This time, L’Avet looked different.
It had cooled down on Saturday night, the thermometer was around -4ºC and the humidity had dissipated, and the snow fell solid, very hard, and as it fell it compacted and L’Avet, the route that hosts the Soldeu World Cup , he beamed proudly.
As the day before, two hundred workers had stayed up late: armed with quads and shovels, they had spent three hours digging in the depths of the night.
There was urgency and some uncertainty.
Andorra did not want to look like the resorts of Garmisch-Partenkirchen, Chamonix or Zermatt-Cervinia: weeks ago, overcome by inclement weather (the strong winds, the inconsistency of the snow), all of them had had to close the shutters and cancel their World Cup tests.
Climate change hits us all.
(At mid-morning this Sunday it was known that the second leg of the men’s slalom in Bansko, in Bulgaria, was also cancelled, a victim of bad weather).
(…)
In Soldeu, at dawn, David Hidalgo, general director of the competition, went out to test the route: he put on his skis and descended like a professional.
–You had to be cautious, I assure you. The track was very fast, the snow barely lifted in the turns, when hitting the edges. Good legs were needed to overcome the route – he told me in the press room of the Sport Village hotel, overlooking the route.
(Andorra is putting all its effort into action. On June 4, in Reykjavik, the bid for the 2029 World Cup will be played against Italy’s Val Gardena and Norway’s Narvik, a remote station close to the Arctic Circle.)
(…)
In Team Hospitality, the slalomists’ waiting room, the chefs offered scrambled eggs with truffle. It was a pleasant consolation for the skiers, a sweet aperitif before the storm, since the route had become great, very demanding.
As soon as the first heat started, the specialists were ready to have a hard time. You had to use your quads to overcome the bad feeling.
Carla Mijares (22), hope of Andorran skiing, like Joan Verdú, skipped a gate.
Disqualified.
That first run claimed another 16 skiers. They would finish the 43rd round of the sixty specialists.
–The other day, I saw Paula Moltzan (29) in shorts –David Hidalgo told me–. Each of her thighs was the size of my hip. Awesome.
The powerful thighs of the American, already a World Cup classic, with a title at the Courchevel World Cups last year, had projected her to eventual second place, waiting for the second round, but she did not go beyond that: At the end of the day she was surpassed by the Swede Anna Swenn-Larsson (32), who claimed her second victory in a World Cup slalom, and the Croatian Zrinka Ljutic.
(Estaban absent Mikaela Shiffrin and Petra Vlhová, both lesionadas).
That second round had been a trompe l’oeil.
The track softened as the specialists descended. Each one of them persisted in worse conditions. It was snowing and not cold, and piles formed on the route.
Chiara Pogneaux, the Frenchwoman who had set the 30th time in the first descent, started first and scored a wonderful slalom to be the eventual leader.
Sitting on the throne, she watched with great eyes as the rest of the rivals writhed on the court. One after another they went down, up to 20 skiers in a row, and AJ Hurt (who had won bronze on Saturday, in the giant) and the excellent Sara Hector (five World Cup victories) failed.
They are good specialists, but nothing: none of them superseded the French.
And the spell was not broken until Katharina Liensberger (26), an Austrian who has four podiums in the slalom and who surpassed Pogneaux by two hundredths, finally descended. From there, the favorites were passed: the podium went to Swenn-Larsson, Ljutic and Moltzan, in that order.
–In the worst winter I remember, we have saved the World Cup –David Hidalgo told me, the day already over.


# What is expected:
In the entries below, the lines from the one with "Identify the location of span: Greek." through the one with "Identify the location of a: Yellowstone" are to be copied exactly; both ends count.

#### Given data

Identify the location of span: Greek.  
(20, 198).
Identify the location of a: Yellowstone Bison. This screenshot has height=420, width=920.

########
#### Given data

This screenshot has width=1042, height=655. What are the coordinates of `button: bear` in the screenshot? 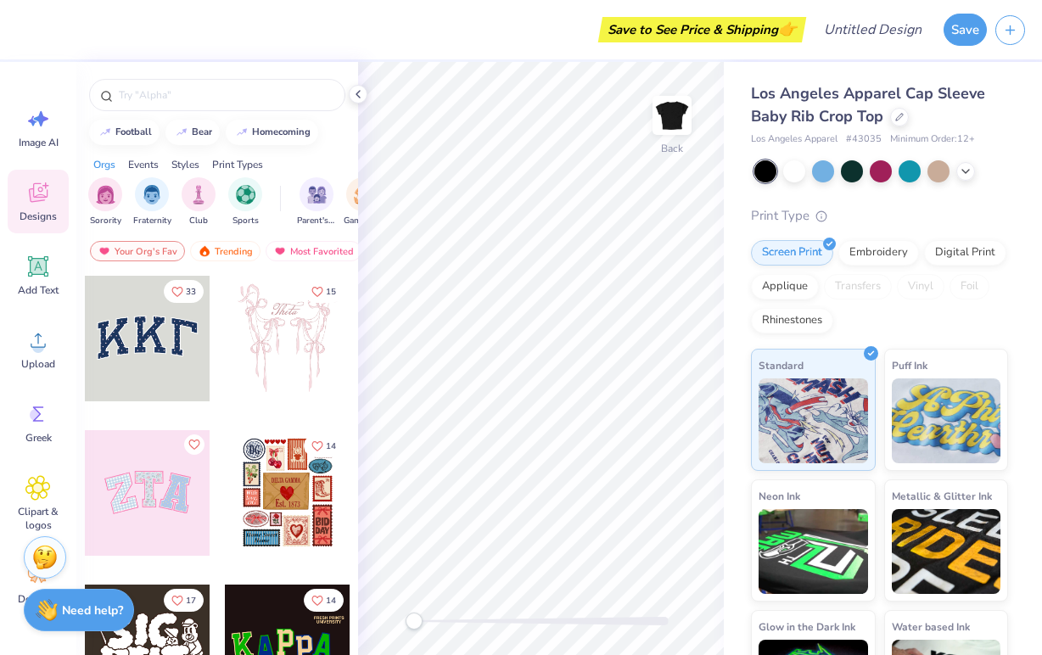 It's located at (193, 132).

########
#### Given data

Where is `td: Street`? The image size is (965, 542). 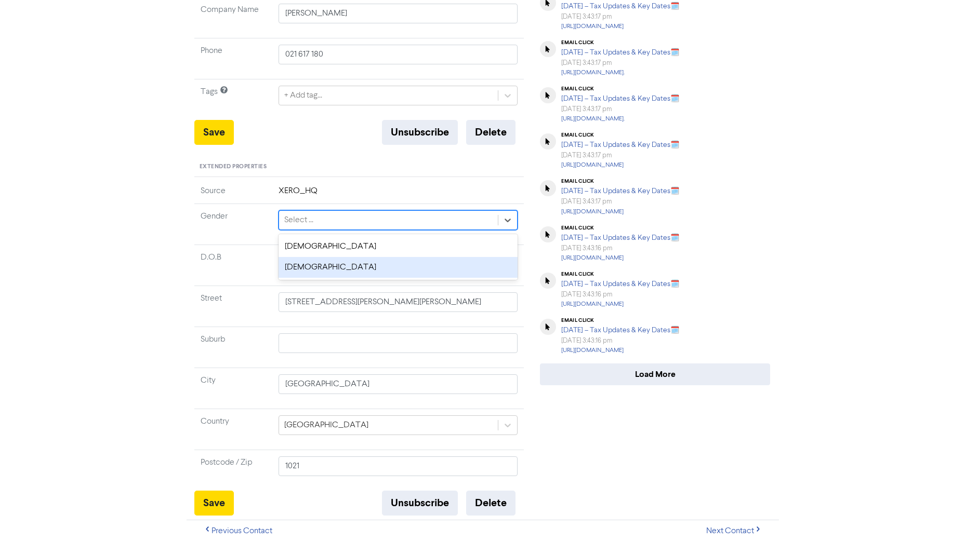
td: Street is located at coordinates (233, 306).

########

# Result of this task:
Identify the location of span: Greek.  
(20, 198).
Identify the location of a: Yellowstone Bison. This screenshot has height=420, width=920.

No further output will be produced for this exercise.